The Schiaparelli module was designed to land safely on the surface of Mars (artist’s impression), but seems to have crashed on impact on 19 October. Credit: ESA/ATG medialab

Landing a space probe on another planet could never be described as routine, but the mood at the European Space Agency (ESA) ahead of its Mars-landing attempt last week did seem unusually calm. Despite the mission being explicitly labelled a test of Europe’s ability to master some complex technologies (or perhaps because it was only a test), there was little of the anxiety that often accompanies a Mars touchdown. Perhaps this confidence permeated through to the lander, which, after letting go of its parachute, seems to have mistakenly believed it was safe on the ground, and turned off its braking thrusters with at least 2 kilometres to go.

As Nature went to press, space-agency officials remained reluctant to say the probe had crashed. But it seems safe to say that a glitch in a sensor or computer meant that Schiaparelli covered the remaining distance somewhat quicker than expected, and arrived with the velocity of a bullet train. Indeed, NASA’s Mars Reconnaissance Orbiter has spotted what seems to be a 15-metre-by-40-metre impact zone.

ESA has little time to mourn. The mission was part of ExoMars, a wider two-part programme run jointly with the Russian space agency, Roscosmos.
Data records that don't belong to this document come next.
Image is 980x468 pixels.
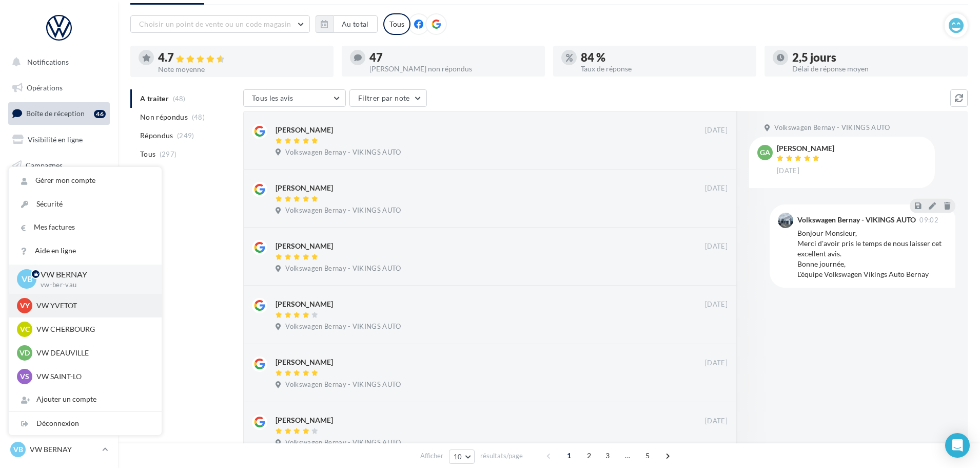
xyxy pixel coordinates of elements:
[37,324,150,334] p: VW CHERBOURG
[20,347,30,358] span: VD
[481,451,522,461] span: résultats/page
[580,52,748,63] div: 84 %
[26,161,63,169] span: Campagnes
[777,167,800,176] span: [DATE]
[449,449,475,464] button: 10
[9,216,162,238] a: Mes factures
[349,90,427,107] button: Filtrer par note
[28,135,83,144] span: Visibilité en ligne
[760,148,770,158] span: GA
[191,113,204,121] span: (48)
[131,15,310,33] button: Choisir un point de vente ou un code magasin
[705,299,728,309] span: [DATE]
[139,20,291,28] span: Choisir un point de vente ou un code magasin
[6,51,108,73] button: Notifications
[275,298,333,309] div: [PERSON_NAME]
[20,300,30,310] span: VY
[9,239,162,262] a: Aide en ligne
[9,387,162,411] div: Ajouter un compte
[639,447,656,464] span: 5
[27,58,69,66] span: Notifications
[252,94,293,102] span: Tous les avis
[243,90,346,107] button: Tous les avis
[160,150,177,158] span: (297)
[919,217,938,224] span: 09:02
[945,433,969,457] div: Open Intercom Messenger
[140,131,173,141] span: Répondus
[30,444,98,454] p: VW BERNAY
[140,112,187,122] span: Non répondus
[94,110,106,118] div: 46
[285,380,401,389] span: Volkswagen Bernay - VIKINGS AUTO
[6,256,112,286] a: PLV et print personnalisable
[792,52,959,63] div: 2,5 jours
[705,241,728,251] span: [DATE]
[27,83,63,92] span: Opérations
[22,273,32,285] span: VB
[177,132,194,140] span: (249)
[6,77,112,99] a: Opérations
[9,412,162,435] div: Déconnexion
[774,123,889,133] span: Volkswagen Bernay - VIKINGS AUTO
[705,184,728,193] span: [DATE]
[9,169,162,192] a: Gérer mon compte
[560,447,577,464] span: 1
[275,415,333,425] div: [PERSON_NAME]
[20,324,30,334] span: VC
[275,125,333,135] div: [PERSON_NAME]
[285,438,401,447] span: Volkswagen Bernay - VIKINGS AUTO
[9,193,162,216] a: Sécurité
[705,416,728,426] span: [DATE]
[285,322,401,331] span: Volkswagen Bernay - VIKINGS AUTO
[369,65,536,73] div: [PERSON_NAME] non répondus
[6,232,112,252] a: Calendrier
[285,206,401,216] span: Volkswagen Bernay - VIKINGS AUTO
[6,102,112,125] a: Boîte de réception46
[420,451,444,461] span: Afficher
[26,109,85,118] span: Boîte de réception
[275,183,333,193] div: [PERSON_NAME]
[798,217,915,224] div: Volkswagen Bernay - VIKINGS AUTO
[8,439,110,459] a: VB VW BERNAY
[285,263,401,273] span: Volkswagen Bernay - VIKINGS AUTO
[619,447,635,464] span: ...
[20,371,29,381] span: VS
[777,145,834,152] div: [PERSON_NAME]
[275,357,333,367] div: [PERSON_NAME]
[580,447,597,464] span: 2
[383,13,411,35] div: Tous
[285,148,401,157] span: Volkswagen Bernay - VIKINGS AUTO
[37,371,150,381] p: VW SAINT-LO
[158,52,325,64] div: 4.7
[13,444,23,454] span: VB
[599,447,615,464] span: 3
[6,129,112,151] a: Visibilité en ligne
[41,268,146,280] p: VW BERNAY
[369,52,536,63] div: 47
[6,180,112,202] a: Contacts
[705,358,728,367] span: [DATE]
[705,126,728,135] span: [DATE]
[158,66,325,73] div: Note moyenne
[140,149,156,159] span: Tous
[315,15,378,33] button: Au total
[275,240,333,251] div: [PERSON_NAME]
[37,300,150,310] p: VW YVETOT
[6,206,112,227] a: Médiathèque
[6,290,112,321] a: Campagnes DataOnDemand
[333,15,378,33] button: Au total
[6,155,112,176] a: Campagnes
[798,228,947,279] div: Bonjour Monsieur, Merci d'avoir pris le temps de nous laisser cet excellent avis. Bonne journée, ...
[580,65,748,73] div: Taux de réponse
[454,452,463,461] span: 10
[37,347,150,358] p: VW DEAUVILLE
[792,65,959,73] div: Délai de réponse moyen
[41,280,146,289] p: vw-ber-vau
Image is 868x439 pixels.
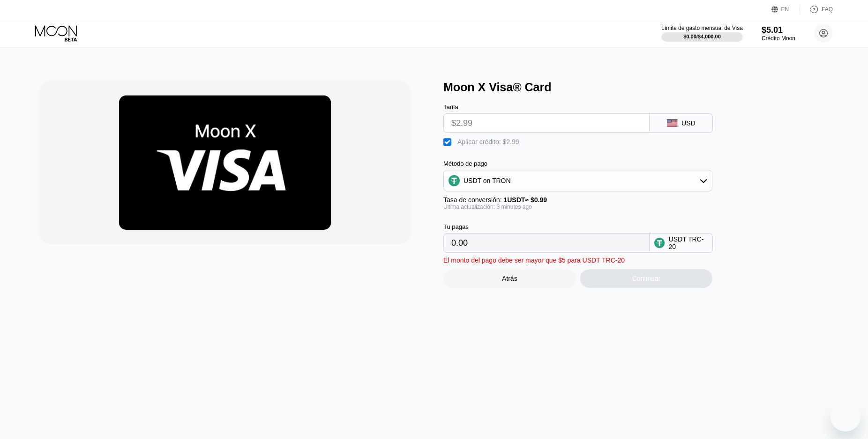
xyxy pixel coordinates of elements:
div: Tu pagas [443,223,649,230]
div: $5.01Crédito Moon [761,25,795,41]
div: USD [681,119,695,127]
div: FAQ [822,6,833,13]
div: Tarifa [443,103,649,110]
div: Crédito Moon [761,35,795,41]
div:  [443,138,453,147]
div: USDT on TRON [443,171,712,190]
div: Aplicar crédito: $2.99 [458,138,519,145]
div: Límite de gasto mensual de Visa [661,25,743,32]
div: Moon X Visa® Card [443,81,838,94]
div: USDT TRC-20 [668,235,708,251]
div: Atrás [443,269,576,288]
div: El monto del pago debe ser mayor que $5 para USDT TRC-20 [443,256,625,264]
div: Última actualización: 3 minutes ago [443,204,712,210]
div: $0.00 / $4,000.00 [683,34,720,39]
div: EN [781,6,789,13]
div: EN [771,5,800,14]
div: Tasa de conversión: [443,196,712,204]
div: FAQ [800,5,833,14]
div: $5.01 [761,25,795,35]
div: Método de pago [443,160,712,167]
div: Atrás [502,275,517,282]
iframe: Botón para iniciar la ventana de mensajería [830,402,860,432]
div: USDT on TRON [463,177,511,185]
div: Límite de gasto mensual de Visa$0.00/$4,000.00 [661,25,743,41]
input: $0.00 [451,114,642,133]
span: 1 USDT ≈ $0.99 [503,196,547,204]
It was supposed to demonstrate the ability to land on Mars ahead of a second planned trip, an ambitious rover mission scheduled for 2020, and the coming months will now see frenetic activity to piece together exactly what went wrong with the landing and what can be done to fix it. Anxiety is back, which is no bad thing.

In the days after the crash, ESA’s public message was achingly positive. Director-general Johann-Dietrich Wörner and a series of press releases sought to focus public attention on both the success of Schiaparelli’s mothership — the Trace Gas Orbiter, which entered orbit around Mars on the same day as the crash — and the fact that the lander sent back enough data to both study what went right and diagnose what went wrong (in contrast, for example, to the ESA-operated but British-led Beagle 2, which disappeared on Christmas Day 2003; its fate could not be determined until it was spotted on the surface some 11 years later).

Such positive spin cannot distract from a spacecraft crash — even one billed as a test. But ESA scientists are correct that the mission was largely a success. For a start, the orbiter is the more scientifically important part: it is intended to track the intriguing origins of Martian methane, and to act as a communications relay for the 2020 rover. As for Schiaparelli, there is no doubt that it is better for the test device to crash and to provide lessons, than for some fatal flaw to emerge only during the landing of the much more expensive rover or any other future mission.

In space exploration, failure goes hand in hand with progress.

Still, in two short months, ESA directors will have to explain the very public failure of the landing as they discuss the future of the 2020 mission at this year’s ministerial council. Technologically, there should be no problem. Although investigations are still under way, so far all signs point to the failure being something that will be relatively quick and easy to put right. But politically, there is danger. The mission still needs around another €300 million (US$326 million) from the public purse.

At least publicly, Wörner is stubbornly optimistic about how little effect the crash could have on ministers’ willingness to stump up the cash. Asked about this at a press briefing, Wörner said he saw no reason for ministers to view the 2016 mission as any less of a success than he does. Behind the scenes, however, scientists are more nervous. With austerity continuing to reign across Europe, politicians may be wary of committing millions more to a venture whose risk seems to have shot up.

But ministers would be wrong to hesitate. Not only because experience from Schiaparelli’s crash will aid the ExoMars 2020 landing, but because in something as absurdly hard as space exploration, failure goes hand in hand with progress. ESA’s recent string of successes — including the pioneering Rosetta comet mission and a proto­type gravitational-wave detector, the LISA pathfinder — may have made such feats look easy, but about half of attempts to land on Mars fail, and the margin between failure and success can be miniscule.

So far, only NASA has successfully landed and operated on Mars (the Soviet probe Mars 3 reached the surface in 1971, but transmitted for only 20 seconds). Although Schiaparelli’s failure means that Europe can’t yet claim to have joined NASA in the big leagues, without missions such as ExoMars 2020, it never will. ESA has a budget less than one-third the size of NASA’s, but its ambitions are growing, and the European population is no less hungry for science and exploration than is its US counterpart. Failure should not be a reason to draw back, but an impetus to push forward.